Liam Docherty
Liam Docherty

Reputation: 39

How can I lazy load an image which is fetched using CSS?

Firstly, the problem I identified on my homepage is that the images make my webpage laggy. I found this article which explained about how to lazy load an image and to me this is a solution to my problem.

However, all the examples relate to the image being fetched using HTML. I fetch my image from my local files using CSS. How can I lazy load my images using CSS for my homepage?

Example of me fetching my image using CSS

background: -webkit-gradient(linear, left top, left bottom, from(rgba(50, 58, 82, 0.8)), to(rgba(50, 58, 82, 0.8))), url(../images/world.jpeg);
background: linear-gradient(to bottom, rgba(50, 58, 82, 0.8), rgba(50, 58, 82, 0.8)), url(../images/world.jpeg);

Here is my GitHub repo if you need to look at any of my website code.

Upvotes: 0

Views: 74

Answers (1)

Aaron Wright
Aaron Wright

Reputation: 178

I think you are asking the wrong question. The images are slowing down your site, so instead of worrying about fancy loading techniques, what you should be asking is how to make the images load faster.

I looked at your page. You have a background image that is almost 7 Mb in size. It is 6,000 px wide. There is no need for an image that big. I downloaded it and used Gimp to scale it down to 3,000 px wide and that slashed the file size to 2 Mb. Running that through an image compressor smashed it down to 800 kb. And even 3,000 px wide might be a little wider than necessary.

You have some other large images that can be slashed too. For example, those logos don't need to be 1000+ px wide if they are only going to be displayed at 230px wide.

Instead of trying to lazy load, you should get back to the more fundamental question of how to quickly load images.

Here are some ideas:

  1. Read about the srcset attribute. It lets the browser choose the best image size based on the different sizes you've made available, as well as other info the browser has available like user preferences and available bandwidth.
  2. Scale your images to multiple different sizes, then use srcset to let the browser load the correct size.
  3. Your background images could probably use CSS media queries to pick the best image size based on screen size. This question has a demo of how to do that.
  4. Use an image compressor to shrink your images. Here is a good one: https://compressor.io/

If you do all of those things and it is still too slow, then you can start getting more creative, but don't make things complicated until you need to.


## EXERCISE REQUIREMENTS
Go through the records below and tally the lines that include "Image". Answer with the number only.

## RECORDS TO USE

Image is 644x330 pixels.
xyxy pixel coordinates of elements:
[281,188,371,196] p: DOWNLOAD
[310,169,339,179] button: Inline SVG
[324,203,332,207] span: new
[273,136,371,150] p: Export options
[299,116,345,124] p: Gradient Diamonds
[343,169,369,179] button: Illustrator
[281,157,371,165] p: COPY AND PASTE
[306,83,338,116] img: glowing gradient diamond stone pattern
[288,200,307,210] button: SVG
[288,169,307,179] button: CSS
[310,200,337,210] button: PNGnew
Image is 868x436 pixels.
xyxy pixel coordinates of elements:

==

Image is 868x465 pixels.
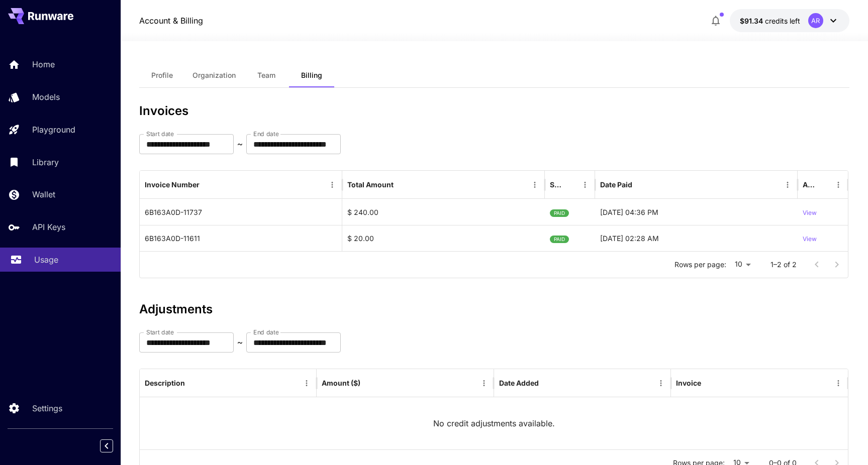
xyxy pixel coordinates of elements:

## TASK ANSWER
3